Portfolios built for the old world will be severely tested as emerging forces rewrite the rules of investing. The Fiduciary Investors Symposium heard that geopolitical and macroeconomic upheaval, together with the disruption wrought by AI, should force asset owners to rethink the structure and composition of portfolios.

Sort content by

Why investors must engage on the growing threat of antimicrobial resistance

Will antimicrobial resistance derail decades of medical and economic progress, or can coordinated action avert a global crisis? Anastassia Johnson, researcher at the Thinking Ahead Institute, examines the growing threat of drug-resistant infections and the role investors can play in driving sustainable solutions.

University of California: Less is more and simple is better in investing

Jagdeep Singh Bachher, the CIO who oversees the University of California's $198 billion in pension and endowment assets, says that he wants to keep investment simple as the fund removed its hedge fund allocation completely, conceding "it’s not one of the things we are good at doing".

New study flags risk in Dutch pensions’ concentrated stock strategy

Under strict ESG guidelines and pressure to closely engage with their investee companies, Dutch pension funds have developed an affinity for concentrated equity allocations with some owning as few as 65 stocks in their entire portfolio.
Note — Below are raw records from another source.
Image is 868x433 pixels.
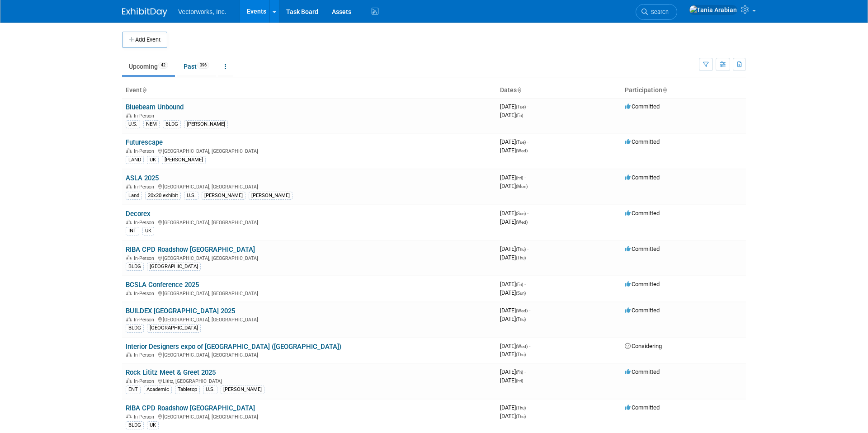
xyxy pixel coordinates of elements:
div: [GEOGRAPHIC_DATA] [147,324,200,332]
button: Add Event [122,32,167,48]
span: - [525,281,526,287]
div: U.S. [203,386,218,394]
span: (Fri) [516,113,523,118]
img: In-Person Event [126,256,131,260]
span: - [527,246,529,252]
span: In-Person [134,148,157,154]
span: (Wed) [516,344,527,349]
div: [PERSON_NAME] [249,192,292,200]
a: BUILDEX [GEOGRAPHIC_DATA] 2025 [126,307,235,315]
a: Bluebeam Unbound [126,103,183,111]
div: [PERSON_NAME] [202,192,246,200]
span: (Fri) [516,378,523,383]
div: [GEOGRAPHIC_DATA], [GEOGRAPHIC_DATA] [126,289,493,297]
div: Land [126,192,142,200]
div: [GEOGRAPHIC_DATA], [GEOGRAPHIC_DATA] [126,315,493,322]
span: (Thu) [516,256,526,260]
span: In-Person [134,291,157,297]
span: Vectorworks, Inc. [178,8,226,15]
div: ENT [126,386,141,394]
span: In-Person [134,414,157,420]
span: (Thu) [516,247,526,252]
span: (Thu) [516,414,526,419]
div: BLDG [126,263,144,271]
div: [GEOGRAPHIC_DATA], [GEOGRAPHIC_DATA] [126,413,493,420]
img: In-Person Event [126,317,131,321]
span: [DATE] [500,350,526,358]
div: BLDG [126,324,144,332]
div: [PERSON_NAME] [221,386,264,394]
span: [DATE] [500,368,526,375]
img: In-Person Event [126,148,131,153]
span: [DATE] [500,281,526,287]
div: [GEOGRAPHIC_DATA], [GEOGRAPHIC_DATA] [126,147,493,154]
a: Upcoming42 [122,58,175,75]
th: Participation [622,83,746,98]
div: UK [142,227,154,235]
img: In-Person Event [126,291,131,295]
div: UK [147,422,159,429]
span: In-Person [134,220,157,225]
div: [PERSON_NAME] [184,120,228,129]
span: (Sun) [516,291,526,296]
span: In-Person [134,113,157,119]
span: - [529,307,530,314]
span: (Mon) [516,184,527,189]
span: - [525,368,526,375]
span: [DATE] [500,404,529,411]
span: [DATE] [500,111,523,118]
span: [DATE] [500,139,529,145]
span: - [527,404,529,411]
span: In-Person [134,256,157,261]
img: In-Person Event [126,220,131,224]
span: (Tue) [516,139,526,144]
div: BLDG [126,422,144,429]
img: In-Person Event [126,184,131,188]
span: In-Person [134,184,157,190]
span: Committed [625,210,660,216]
span: 396 [197,62,209,69]
span: Committed [625,368,660,375]
span: [DATE] [500,174,526,181]
span: (Thu) [516,352,526,357]
span: In-Person [134,378,157,384]
span: - [527,210,529,216]
span: Considering [625,343,662,349]
span: In-Person [134,352,157,358]
span: (Thu) [516,405,526,410]
div: INT [126,227,139,235]
div: Academic [144,386,172,394]
span: Committed [625,103,660,110]
img: In-Person Event [126,113,131,118]
span: Committed [625,281,660,287]
span: - [525,174,526,181]
a: Interior Designers expo of [GEOGRAPHIC_DATA] ([GEOGRAPHIC_DATA]) [126,343,341,350]
div: [GEOGRAPHIC_DATA], [GEOGRAPHIC_DATA] [126,182,493,190]
span: [DATE] [500,103,529,110]
span: Committed [625,307,660,314]
span: (Wed) [516,308,527,313]
a: Search [636,4,678,20]
span: - [527,139,529,145]
span: 42 [158,62,168,69]
div: [GEOGRAPHIC_DATA], [GEOGRAPHIC_DATA] [126,218,493,225]
span: - [529,343,530,349]
th: Event [122,83,497,98]
span: In-Person [134,317,157,322]
a: Sort by Start Date [517,86,522,93]
span: Committed [625,246,660,252]
div: BLDG [163,120,181,129]
img: Tania Arabian [689,5,737,15]
span: [DATE] [500,307,530,314]
div: Tabletop [175,386,200,394]
a: Futurescape [126,139,163,146]
a: RIBA CPD Roadshow [GEOGRAPHIC_DATA] [126,246,255,253]
img: In-Person Event [126,414,131,419]
img: In-Person Event [126,352,131,357]
span: (Tue) [516,104,526,109]
span: Committed [625,174,660,181]
a: Decorex [126,210,151,218]
span: [DATE] [500,343,530,349]
span: [DATE] [500,182,527,190]
span: [DATE] [500,413,526,419]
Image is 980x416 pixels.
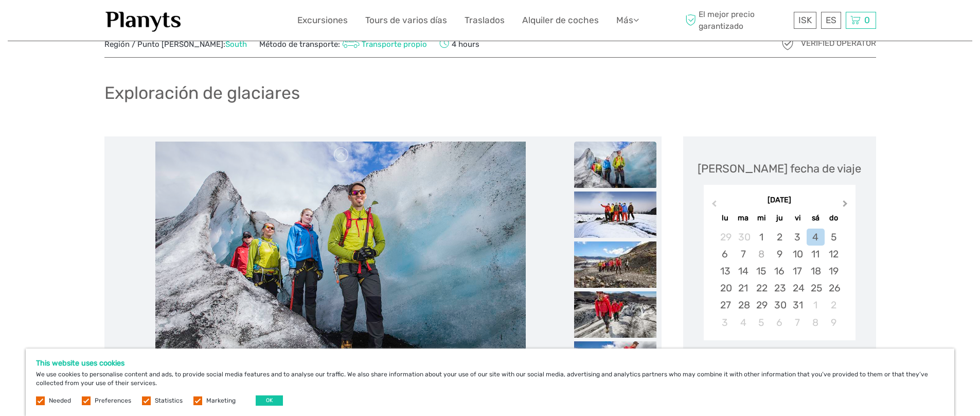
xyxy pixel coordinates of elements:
h5: This website uses cookies [36,359,944,367]
div: Not available miércoles, 8 de octubre de 2025 [752,245,770,262]
div: Choose miércoles, 22 de octubre de 2025 [752,279,770,296]
div: Choose lunes, 20 de octubre de 2025 [716,279,734,296]
a: Alquiler de coches [522,13,598,28]
a: Más [616,13,639,28]
button: Previous Month [705,197,721,214]
div: Choose sábado, 18 de octubre de 2025 [807,262,825,279]
div: Choose domingo, 9 de noviembre de 2025 [825,314,843,331]
span: Verified Operator [801,38,876,49]
div: Choose miércoles, 15 de octubre de 2025 [752,262,770,279]
a: Transporte propio [340,39,428,49]
div: Choose martes, 21 de octubre de 2025 [734,279,752,296]
div: Choose lunes, 13 de octubre de 2025 [716,262,734,279]
label: Needed [49,396,71,405]
div: vi [789,211,807,225]
div: Choose jueves, 16 de octubre de 2025 [770,262,788,279]
span: ISK [798,15,812,26]
div: Choose sábado, 11 de octubre de 2025 [807,245,825,262]
div: Choose lunes, 3 de noviembre de 2025 [716,314,734,331]
span: 0 [863,15,872,26]
img: 1453-555b4ac7-172b-4ae9-927d-298d0724a4f4_logo_small.jpg [104,8,183,33]
div: Choose viernes, 7 de noviembre de 2025 [789,314,807,331]
img: 92dded978f94498fb1a450f3656fa6a8_slider_thumbnail.jpeg [575,142,656,188]
img: 6c3da629806b4ae88dc92685e505c4fa_slider_thumbnail.jpeg [575,342,656,388]
label: Statistics [155,396,183,405]
div: Choose jueves, 2 de octubre de 2025 [770,229,788,245]
div: Choose martes, 7 de octubre de 2025 [734,245,752,262]
img: 15d68c29c8db4c0cbaef77e35c63e420_slider_thumbnail.jpeg [575,242,656,288]
img: 717acab9342047cda9554b80aa25e638_slider_thumbnail.jpeg [575,191,656,237]
div: Choose lunes, 27 de octubre de 2025 [716,296,734,313]
button: Next Month [838,197,855,214]
div: [PERSON_NAME] fecha de viaje [697,161,861,177]
div: Choose domingo, 5 de octubre de 2025 [825,229,843,245]
div: mi [752,211,770,225]
div: Choose martes, 30 de septiembre de 2025 [734,229,752,245]
div: [DATE] [703,195,855,206]
div: Choose jueves, 23 de octubre de 2025 [770,279,788,296]
label: Preferences [95,396,131,405]
div: Choose viernes, 10 de octubre de 2025 [789,245,807,262]
img: verified_operator_grey_128.png [779,36,796,52]
div: Choose miércoles, 5 de noviembre de 2025 [752,314,770,331]
img: 92dded978f94498fb1a450f3656fa6a8_main_slider.jpeg [155,142,526,389]
div: Choose viernes, 31 de octubre de 2025 [789,296,807,313]
div: Choose martes, 4 de noviembre de 2025 [734,314,752,331]
div: Choose viernes, 24 de octubre de 2025 [789,279,807,296]
div: ES [821,12,841,29]
div: lu [716,211,734,225]
label: Marketing [207,396,236,405]
button: Open LiveChat chat widget [119,16,131,28]
div: Choose jueves, 6 de noviembre de 2025 [770,314,788,331]
a: Traslados [464,13,505,28]
div: We use cookies to personalise content and ads, to provide social media features and to analyse ou... [26,349,954,416]
p: We're away right now. Please check back later! [15,18,116,26]
div: ma [734,211,752,225]
div: Choose domingo, 26 de octubre de 2025 [825,279,843,296]
div: Choose viernes, 3 de octubre de 2025 [789,229,807,245]
div: Choose martes, 14 de octubre de 2025 [734,262,752,279]
h1: Exploración de glaciares [104,82,300,103]
a: South [225,39,247,49]
div: Choose viernes, 17 de octubre de 2025 [789,262,807,279]
div: Choose domingo, 2 de noviembre de 2025 [825,296,843,313]
div: Choose jueves, 30 de octubre de 2025 [770,296,788,313]
div: Choose domingo, 19 de octubre de 2025 [825,262,843,279]
div: Choose miércoles, 29 de octubre de 2025 [752,296,770,313]
div: Choose lunes, 6 de octubre de 2025 [716,245,734,262]
div: month 2025-10 [707,229,852,331]
div: Choose domingo, 12 de octubre de 2025 [825,245,843,262]
img: d7000cff1c794c6e9210e3e1b9f480ae_slider_thumbnail.jpeg [575,291,656,337]
span: Región / Punto [PERSON_NAME]: [104,39,247,50]
a: Tours de varios días [365,13,447,28]
span: 4 hours [440,37,480,51]
div: Choose sábado, 4 de octubre de 2025 [807,229,825,245]
span: Método de transporte: [260,37,428,51]
div: ju [770,211,788,225]
div: sá [807,211,825,225]
a: Excursiones [297,13,347,28]
div: Choose sábado, 25 de octubre de 2025 [807,279,825,296]
button: OK [256,395,283,406]
div: Choose miércoles, 1 de octubre de 2025 [752,229,770,245]
div: Choose martes, 28 de octubre de 2025 [734,296,752,313]
span: El mejor precio garantizado [683,9,791,32]
div: Choose jueves, 9 de octubre de 2025 [770,245,788,262]
div: do [825,211,843,225]
div: Choose sábado, 8 de noviembre de 2025 [807,314,825,331]
div: Choose lunes, 29 de septiembre de 2025 [716,229,734,245]
div: Choose sábado, 1 de noviembre de 2025 [807,296,825,313]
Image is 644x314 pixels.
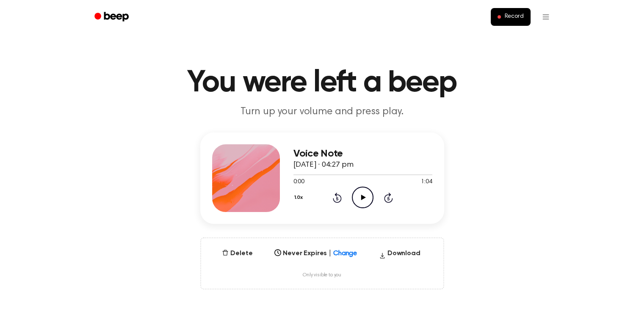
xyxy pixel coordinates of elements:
[421,178,432,187] span: 1:04
[504,13,523,21] span: Record
[491,8,530,26] button: Record
[375,249,424,262] button: Download
[293,148,432,160] h3: Voice Note
[293,178,305,187] span: 0:00
[293,161,354,169] span: [DATE] · 04:27 pm
[293,191,306,205] button: 1.0x
[535,7,556,27] button: Open menu
[218,249,256,259] button: Delete
[88,9,136,26] a: Beep
[303,272,341,279] span: Only visible to you
[105,68,539,98] h1: You were left a beep
[160,105,485,119] p: Turn up your volume and press play.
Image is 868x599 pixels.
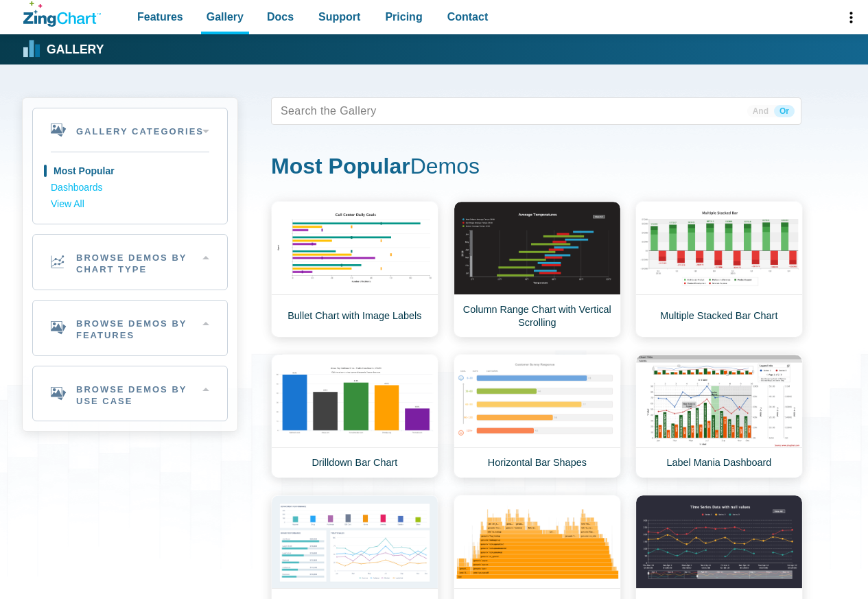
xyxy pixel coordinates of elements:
strong: Gallery [47,44,103,56]
strong: Most Popular [271,153,410,178]
h1: Demos [271,153,802,183]
span: Docs [267,8,294,26]
a: Most Popular [51,163,209,180]
span: Pricing [385,8,422,26]
span: Gallery [207,8,244,26]
a: Multiple Stacked Bar Chart [635,201,802,338]
a: Label Mania Dashboard [635,354,802,478]
h2: Browse Demos By Use Case [33,366,227,421]
a: Bullet Chart with Image Labels [271,201,439,338]
span: Support [318,8,360,26]
h2: Gallery Categories [33,109,227,152]
a: Horizontal Bar Shapes [453,354,621,478]
span: Features [137,8,183,26]
span: Contact [447,8,489,26]
h2: Browse Demos By Features [33,301,227,355]
a: Drilldown Bar Chart [271,354,439,478]
span: And [747,105,774,117]
a: Column Range Chart with Vertical Scrolling [453,201,621,338]
a: View All [51,197,209,213]
a: ZingChart Logo. Click to return to the homepage [23,2,101,27]
span: Or [774,105,795,117]
h2: Browse Demos By Chart Type [33,234,227,290]
a: Gallery [23,39,103,59]
a: Dashboards [51,180,209,197]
But the Erasmus University flagged the diversification risk and higher volatility the strategy introduces.

Change management in action: CalSTRS lays out how it’s integrating AI

In a recent board meeting, CalSTRS staff outlined how they are integrating AI into the investment process in line with its commitment to be an early adopter of the technology, including writing a set of generative AI policies and guidelines, conducting a cost-benefit analysis and identifying scalable use cases.

Large language models to spark ‘sea change’ in investment analysis

Andrew Lo, finance professor at the MIT Sloan School of Management, believes large language models can bridge the gap between fundamental and quantitative investing in a way that was unfathomable five or 10 years ago, and create ‘quantamental’ investment strategies which would bring together the best of both worlds.

GIC ups US equities allocation despite valuation worries

Singapore's GIC boosted its US equities allocation in the year to March 2025 despite the expectation that high valuations could "provide a challenging backdrop for forward returns”, according to the fund's latest annual report released on Friday.